Enterprise Dealer Portal Replacement
Replacing a vendor portal with 1–2 minute load times with a custom platform built to be the primary channel between manufacturer and dealer network.
The Problem
A mid-market manufacturer's dealer-facing portal was built by an outside consulting firm and delivered (from what internal records suggest) still in development. What the company got was a web application with 1–2 minute initial load times, tightly coupled to the ERP, largely undocumented, and fragile enough that a user can't even log in without someone on the internal team completing a manual step first.
The portal itself offers almost nothing. Dealers can see their orders at a high abstraction level with no useful detail, view that invoices exist, and receive a shipment notification with no tracking information, even though tracking numbers exist and are already sent via email from the ERP. The quoting feature sends an email to a shared inbox. That's the entire product.
When asked about portal usage, account managers said most dealers just call in directly. The portal was effectively abandoned by the people it was built for, and the company was still paying for it.
What We're Building
This project is currently in active development. Phase 1 is underway.
Phase 1: Core Portal Replacement
Complete rebuild of the dealer experience. Order tracking with real depth: actual status, useful detail at every level, not a high-level abstraction that tells dealers nothing. Invoice management, shipment tracking with carrier integration, and account management where dealers actually control their own teams. Each dealer organization gets a principal user who manages their own people and permissions, eliminating internal manual processes just to get someone logged in.
The goal isn't feature parity with the old portal. It's building what the old portal should have been: a platform dealers actually use instead of picking up the phone.
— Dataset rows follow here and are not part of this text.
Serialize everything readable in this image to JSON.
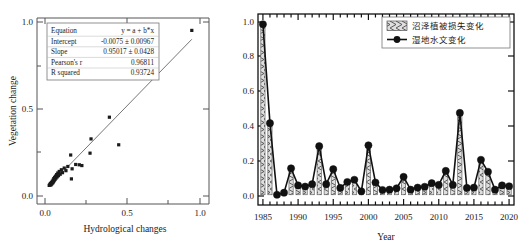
{
  "figure": {
    "background": "#ffffff",
    "panels": [
      "scatter-regression",
      "timeseries-bar-line"
    ]
  },
  "chart_data": [
    {
      "id": "left",
      "type": "scatter",
      "title": "",
      "xlabel": "Hydrological changes",
      "ylabel": "Vegetation change",
      "xlim": [
        -0.08,
        1.12
      ],
      "ylim": [
        -0.12,
        1.08
      ],
      "xticks": [
        0.0,
        0.5,
        1.0
      ],
      "xticklabels": [
        "0.0",
        "0.5",
        "1.0"
      ],
      "yticks": [
        0.0,
        0.5,
        1.0
      ],
      "yticklabels": [
        "0.0",
        "0.5",
        "1.0"
      ],
      "grid": false,
      "legend_position": "none",
      "marker": "square",
      "marker_color": "#1a1a1a",
      "fit_line": {
        "color": "#666666",
        "x": [
          0.0,
          1.0
        ],
        "y": [
          -0.0075,
          0.94267
        ]
      },
      "points": [
        [
          0.005,
          0.0
        ],
        [
          0.01,
          0.005
        ],
        [
          0.013,
          0.012
        ],
        [
          0.016,
          0.002
        ],
        [
          0.02,
          0.018
        ],
        [
          0.022,
          0.008
        ],
        [
          0.026,
          0.026
        ],
        [
          0.029,
          0.015
        ],
        [
          0.032,
          0.034
        ],
        [
          0.034,
          0.022
        ],
        [
          0.037,
          0.044
        ],
        [
          0.04,
          0.03
        ],
        [
          0.043,
          0.052
        ],
        [
          0.046,
          0.038
        ],
        [
          0.05,
          0.06
        ],
        [
          0.053,
          0.047
        ],
        [
          0.057,
          0.07
        ],
        [
          0.061,
          0.055
        ],
        [
          0.065,
          0.08
        ],
        [
          0.07,
          0.063
        ],
        [
          0.075,
          0.09
        ],
        [
          0.082,
          0.072
        ],
        [
          0.09,
          0.101
        ],
        [
          0.098,
          0.082
        ],
        [
          0.11,
          0.112
        ],
        [
          0.122,
          0.095
        ],
        [
          0.135,
          0.122
        ],
        [
          0.155,
          0.196
        ],
        [
          0.16,
          0.042
        ],
        [
          0.165,
          0.107
        ],
        [
          0.19,
          0.135
        ],
        [
          0.215,
          0.133
        ],
        [
          0.233,
          0.128
        ],
        [
          0.29,
          0.208
        ],
        [
          0.297,
          0.3
        ],
        [
          0.425,
          0.44
        ],
        [
          0.49,
          0.262
        ],
        [
          1.0,
          1.0
        ]
      ],
      "stats": {
        "rows": [
          {
            "label": "Equation",
            "value": "y = a + b*x"
          },
          {
            "label": "Intercept",
            "value": "-0.0075 ± 0.00967"
          },
          {
            "label": "Slope",
            "value": "0.95017 ± 0.0428"
          },
          {
            "label": "Pearson's r",
            "value": "0.96811"
          },
          {
            "label": "R squared",
            "value": "0.93724"
          }
        ]
      }
    },
    {
      "id": "right",
      "type": "bar",
      "title": "",
      "xlabel": "Year",
      "ylabel": "",
      "xlim": [
        1984.3,
        2020.7
      ],
      "ylim": [
        -0.06,
        1.06
      ],
      "xticks": [
        1985,
        1990,
        1995,
        2000,
        2005,
        2010,
        2015,
        2020
      ],
      "xticklabels": [
        "1985",
        "1990",
        "1995",
        "2000",
        "2005",
        "2010",
        "2015",
        "2020"
      ],
      "yticks": [
        0.0,
        0.2,
        0.4,
        0.6,
        0.8,
        1.0
      ],
      "yticklabels": [
        "0.0",
        "0.2",
        "0.4",
        "0.6",
        "0.8",
        "1.0"
      ],
      "grid": false,
      "legend_position": "top-right",
      "categories": [
        1985,
        1986,
        1987,
        1988,
        1989,
        1990,
        1991,
        1992,
        1993,
        1994,
        1995,
        1996,
        1997,
        1998,
        1999,
        2000,
        2001,
        2002,
        2003,
        2004,
        2005,
        2006,
        2007,
        2008,
        2009,
        2010,
        2011,
        2012,
        2013,
        2014,
        2015,
        2016,
        2017,
        2018,
        2019,
        2020
      ],
      "series": [
        {
          "name": "沼泽植被损失变化",
          "style": "bar-hatched",
          "fill": "#d9d9d9",
          "edge": "#555555",
          "values": [
            1.0,
            0.42,
            0.0,
            0.012,
            0.155,
            0.055,
            0.048,
            0.062,
            0.285,
            0.062,
            0.15,
            0.04,
            0.075,
            0.088,
            0.02,
            0.29,
            0.072,
            0.028,
            0.03,
            0.038,
            0.105,
            0.03,
            0.042,
            0.047,
            0.068,
            0.058,
            0.14,
            0.058,
            0.48,
            0.04,
            0.042,
            0.205,
            0.135,
            0.03,
            0.055,
            0.05
          ]
        },
        {
          "name": "湿地水文变化",
          "style": "line-marker",
          "color": "#111111",
          "values": [
            1.0,
            0.42,
            0.0,
            0.012,
            0.155,
            0.055,
            0.048,
            0.062,
            0.285,
            0.062,
            0.15,
            0.04,
            0.075,
            0.088,
            0.02,
            0.29,
            0.072,
            0.028,
            0.03,
            0.038,
            0.105,
            0.03,
            0.042,
            0.047,
            0.068,
            0.058,
            0.14,
            0.058,
            0.48,
            0.04,
            0.042,
            0.205,
            0.135,
            0.03,
            0.055,
            0.05
          ]
        }
      ],
      "legend": [
        {
          "label": "沼泽植被损失变化",
          "marker": "hatched-swatch"
        },
        {
          "label": "湿地水文变化",
          "marker": "line-dot"
        }
      ]
    }
  ]
}
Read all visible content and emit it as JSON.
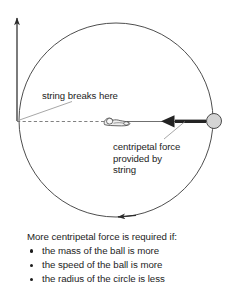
{
  "figure": {
    "title_present": false,
    "annotations": {
      "string_breaks": "string breaks here",
      "centripetal_force_line1": "centripetal force",
      "centripetal_force_line2": "provided by",
      "centripetal_force_line3": "string"
    },
    "elements": {
      "circle_path_name": "circular path of ball",
      "ball_name": "ball",
      "hand_name": "hand holding string",
      "velocity_arrow_name": "tangential velocity arrow",
      "force_arrow_name": "centripetal force arrow",
      "motion_arrow_name": "direction of motion arrow",
      "string_name": "string"
    },
    "colors": {
      "stroke": "#2b2b2b",
      "ball_fill": "#d4d4d4",
      "text": "#1d1d1d",
      "background": "#ffffff"
    },
    "geometry": {
      "center_x": 116,
      "center_y": 120,
      "radius": 97,
      "ball_x": 214,
      "ball_y": 121,
      "ball_radius": 7.5,
      "origin_x": 17,
      "origin_y": 121
    }
  },
  "summary": {
    "heading": "More centripetal force is required if:",
    "bullets": [
      "the mass of the ball is more",
      "the speed of the ball is more",
      "the radius of the circle is less"
    ]
  }
}
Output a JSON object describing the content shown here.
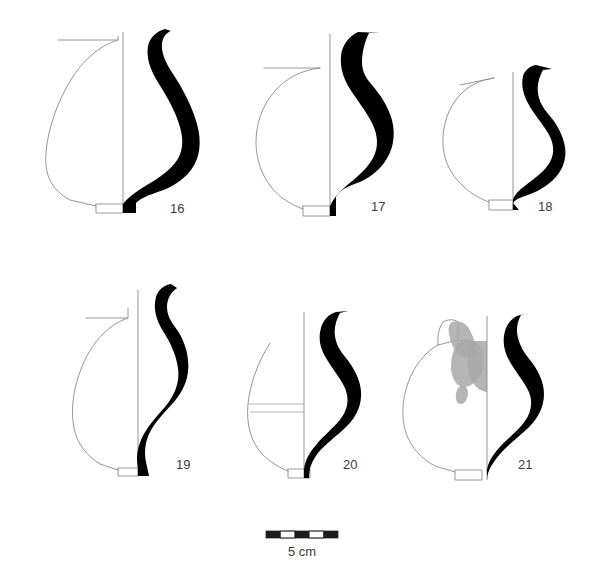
{
  "plate": {
    "title": "Ceramic vessel profile drawings",
    "background_color": "#ffffff",
    "ink_color": "#000000",
    "outline_color": "#8a8a8a",
    "label_color": "#3a3a3a",
    "damage_color": "#a8a8a8"
  },
  "figures": [
    {
      "id": "vessel-16",
      "label": "16",
      "label_x": 170,
      "label_y": 213,
      "row": 1,
      "column": 1,
      "has_damage_patches": false,
      "has_break_lines": false,
      "description": "Large ovoid jar with everted neck and small ring foot"
    },
    {
      "id": "vessel-17",
      "label": "17",
      "label_x": 378,
      "label_y": 211,
      "row": 1,
      "column": 2,
      "has_damage_patches": false,
      "has_break_lines": false,
      "description": "Jar with angular carinated shoulder and flaring rim"
    },
    {
      "id": "vessel-18",
      "label": "18",
      "label_x": 545,
      "label_y": 211,
      "row": 1,
      "column": 3,
      "has_damage_patches": false,
      "has_break_lines": false,
      "description": "Small globular jar with short neck and ring foot"
    },
    {
      "id": "vessel-19",
      "label": "19",
      "label_x": 183,
      "label_y": 469,
      "row": 2,
      "column": 1,
      "has_damage_patches": false,
      "has_break_lines": false,
      "description": "Ovoid jar with tall sinuous neck and narrow base"
    },
    {
      "id": "vessel-20",
      "label": "20",
      "label_x": 350,
      "label_y": 469,
      "row": 2,
      "column": 2,
      "has_damage_patches": false,
      "has_break_lines": true,
      "description": "Partially preserved jar with two horizontal break lines"
    },
    {
      "id": "vessel-21",
      "label": "21",
      "label_x": 525,
      "label_y": 469,
      "row": 2,
      "column": 3,
      "has_damage_patches": true,
      "has_break_lines": false,
      "description": "Jar with grey surface damage patches on the shoulder"
    }
  ],
  "scale": {
    "label": "5 cm",
    "label_x": 302,
    "label_y": 556,
    "bar_x": 266,
    "bar_y": 531,
    "bar_width": 72,
    "bar_height": 7,
    "segments": 5,
    "segment_colors": [
      "dark",
      "light",
      "dark",
      "light",
      "dark"
    ]
  }
}
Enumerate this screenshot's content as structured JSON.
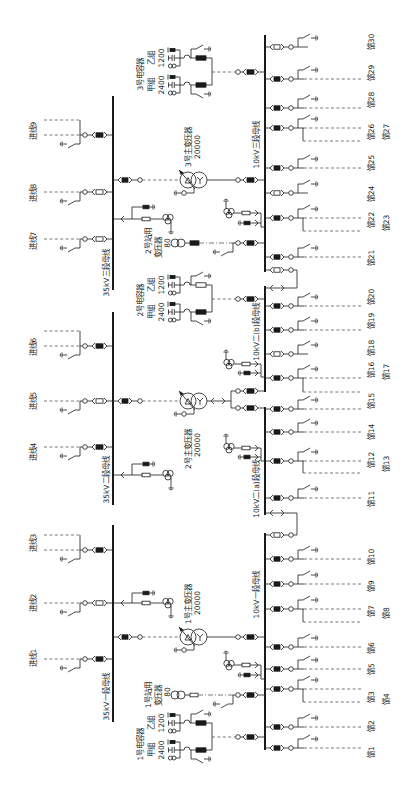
{
  "colors": {
    "background": "#ffffff",
    "line": "#1a1a1a",
    "dashed": "#555555",
    "text": "#1a1a1a",
    "breaker_closed": "#1a1a1a",
    "breaker_open": "#ffffff"
  },
  "buses_35kv": [
    {
      "label": "35kV三段母线",
      "y1": 96,
      "y2": 290,
      "label_y": 273
    },
    {
      "label": "35kV二段母线",
      "y1": 312,
      "y2": 505,
      "label_y": 480
    },
    {
      "label": "35kV一段母线",
      "y1": 525,
      "y2": 722,
      "label_y": 697
    }
  ],
  "buses_10kv": [
    {
      "label": "10kV三段母线",
      "y1": 35,
      "y2": 272,
      "label_y": 145
    },
    {
      "label": "10kV二(b)段母线",
      "y1": 286,
      "y2": 392,
      "label_y": 332
    },
    {
      "label": "10kV二(a)段母线",
      "y1": 407,
      "y2": 515,
      "label_y": 489
    },
    {
      "label": "10kV一段母线",
      "y1": 533,
      "y2": 750,
      "label_y": 595
    }
  ],
  "incoming_lines": [
    {
      "label": "进线9",
      "y": 135,
      "label_y": 131,
      "breaker": "closed",
      "double": true
    },
    {
      "label": "进线8",
      "y": 192,
      "label_y": 193,
      "breaker": "open",
      "double": false
    },
    {
      "label": "进线7",
      "y": 239,
      "label_y": 241,
      "breaker": "open",
      "double": false
    },
    {
      "label": "进线6",
      "y": 346,
      "label_y": 347,
      "breaker": "closed",
      "double": true
    },
    {
      "label": "进线5",
      "y": 401,
      "label_y": 401,
      "breaker": "open",
      "double": false
    },
    {
      "label": "进线4",
      "y": 447,
      "label_y": 452,
      "breaker": "closed",
      "double": false
    },
    {
      "label": "进线3",
      "y": 550,
      "label_y": 543,
      "breaker": "closed",
      "double": true
    },
    {
      "label": "进线2",
      "y": 603,
      "label_y": 603,
      "breaker": "open",
      "double": false
    },
    {
      "label": "进线1",
      "y": 659,
      "label_y": 658,
      "breaker": "closed",
      "double": false
    }
  ],
  "main_transformers": [
    {
      "name": "3号主变压器",
      "capacity": "20000",
      "y": 180,
      "lv_y": [
        180
      ],
      "name_y": 147,
      "capacity_y": 147
    },
    {
      "name": "2号主变压器",
      "capacity": "20000",
      "y": 401,
      "lv_y": [
        391,
        408
      ],
      "name_y": 449,
      "capacity_y": 445
    },
    {
      "name": "1号主变压器",
      "capacity": "20000",
      "y": 637,
      "lv_y": [
        637
      ],
      "name_y": 604,
      "capacity_y": 603
    }
  ],
  "capacitor_banks": [
    {
      "name": "3号电容器",
      "y": 72,
      "label_y": 74,
      "groups": [
        {
          "name": "乙组",
          "kvar": "1200",
          "y": 58,
          "breaker": "closed"
        },
        {
          "name": "甲组",
          "kvar": "2400",
          "y": 85,
          "breaker": "closed"
        }
      ]
    },
    {
      "name": "2号电容器",
      "y": 299,
      "label_y": 300,
      "groups": [
        {
          "name": "乙组",
          "kvar": "1200",
          "y": 285,
          "breaker": "open"
        },
        {
          "name": "甲组",
          "kvar": "2400",
          "y": 312,
          "breaker": "closed"
        }
      ]
    },
    {
      "name": "1号电容器",
      "y": 737,
      "label_y": 744,
      "groups": [
        {
          "name": "乙组",
          "kvar": "1200",
          "y": 723,
          "breaker": "closed"
        },
        {
          "name": "甲组",
          "kvar": "2400",
          "y": 750,
          "breaker": "closed"
        }
      ]
    }
  ],
  "station_transformers": [
    {
      "name_line1": "2号站用",
      "name_line2": "变压器",
      "capacity": "80",
      "y": 243,
      "name1_y": 241,
      "name2_y": 247,
      "capacity_y": 243,
      "protection": "breaker"
    },
    {
      "name_line1": "1号站用",
      "name_line2": "变压器",
      "capacity": "80",
      "y": 695,
      "name1_y": 695,
      "name2_y": 695,
      "capacity_y": 692,
      "protection": "fuse"
    }
  ],
  "pt_35kv": [
    {
      "y": 219,
      "arrester_y": 207
    },
    {
      "y": 475,
      "arrester_y": 464
    },
    {
      "y": 603,
      "arrester_y": 593
    }
  ],
  "pt_10kv": [
    {
      "y": 213,
      "arrester_y": 223
    },
    {
      "y": 364,
      "arrester_y": 373
    },
    {
      "y": 448,
      "arrester_y": 457
    },
    {
      "y": 665,
      "arrester_y": 675
    }
  ],
  "bus_ties_10kv": [
    {
      "breaker_y": 270,
      "disconnector_y": 288,
      "breaker": "open"
    },
    {
      "breaker_y": 535,
      "disconnector_y": 513,
      "breaker": "open"
    }
  ],
  "feeders": [
    {
      "label": "馈30",
      "y": 47,
      "label_y": 42,
      "breaker": "open"
    },
    {
      "label": "馈29",
      "y": 79,
      "label_y": 73,
      "breaker": "closed"
    },
    {
      "label": "馈28",
      "y": 108,
      "label_y": 100,
      "breaker": "closed"
    },
    {
      "label": "馈26",
      "y": 128,
      "label_y": 132,
      "breaker": "closed",
      "branch": {
        "label": "馈27",
        "y": 141,
        "label_y": 132
      }
    },
    {
      "label": "馈25",
      "y": 168,
      "label_y": 163,
      "breaker": "closed"
    },
    {
      "label": "馈24",
      "y": 193,
      "label_y": 194,
      "breaker": "open"
    },
    {
      "label": "馈22",
      "y": 218,
      "label_y": 220,
      "breaker": "closed",
      "branch": {
        "label": "馈23",
        "y": 231,
        "label_y": 223
      }
    },
    {
      "label": "馈21",
      "y": 257,
      "label_y": 258,
      "breaker": "closed"
    },
    {
      "label": "馈20",
      "y": 306,
      "label_y": 297,
      "breaker": "closed"
    },
    {
      "label": "馈19",
      "y": 330,
      "label_y": 321,
      "breaker": "closed"
    },
    {
      "label": "馈18",
      "y": 354,
      "label_y": 348,
      "breaker": "open"
    },
    {
      "label": "馈16",
      "y": 378,
      "label_y": 370,
      "breaker": "closed",
      "branch": {
        "label": "馈17",
        "y": 392,
        "label_y": 372
      }
    },
    {
      "label": "馈15",
      "y": 409,
      "label_y": 401,
      "breaker": "closed"
    },
    {
      "label": "馈14",
      "y": 432,
      "label_y": 432,
      "breaker": "closed"
    },
    {
      "label": "馈12",
      "y": 461,
      "label_y": 460,
      "breaker": "closed",
      "branch": {
        "label": "馈13",
        "y": 473,
        "label_y": 464
      }
    },
    {
      "label": "馈11",
      "y": 498,
      "label_y": 499,
      "breaker": "closed"
    },
    {
      "label": "馈10",
      "y": 559,
      "label_y": 557,
      "breaker": "closed"
    },
    {
      "label": "馈9",
      "y": 584,
      "label_y": 586,
      "breaker": "closed"
    },
    {
      "label": "馈7",
      "y": 609,
      "label_y": 611,
      "breaker": "closed",
      "branch": {
        "label": "馈8",
        "y": 622,
        "label_y": 613
      }
    },
    {
      "label": "馈6",
      "y": 647,
      "label_y": 648,
      "breaker": "closed"
    },
    {
      "label": "馈5",
      "y": 669,
      "label_y": 669,
      "breaker": "closed"
    },
    {
      "label": "馈3",
      "y": 689,
      "label_y": 697,
      "breaker": "closed",
      "branch": {
        "label": "馈4",
        "y": 702,
        "label_y": 699
      }
    },
    {
      "label": "馈2",
      "y": 727,
      "label_y": 726,
      "breaker": "closed"
    },
    {
      "label": "馈1",
      "y": 748,
      "label_y": 752,
      "breaker": "closed"
    }
  ]
}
Phase 2: Order Entry & Quoting
Direct order submission and quoting workflows for both catalog and parametric products. Orders still hit a validation and scheduling layer on the manufacturer's side, but the process moves from email threads and phone calls to a structured workflow. This is where the portal shifts from an information tool to an actual sales channel.
Architecture & Infrastructure
Next.js and TypeScript frontend, .NET Web API backend for ERP integration and business logic, deployed on Azure AKS with full CI/CD through Azure DevOps. Multi-tenant dealer access with organization-level data isolation. Stood up the full Azure infrastructure and DevOps pipeline from scratch as part of the project, not inherited or handed off by another team.
Architecture is designed so Phase 2 builds on Phase 1 without reworking the foundation.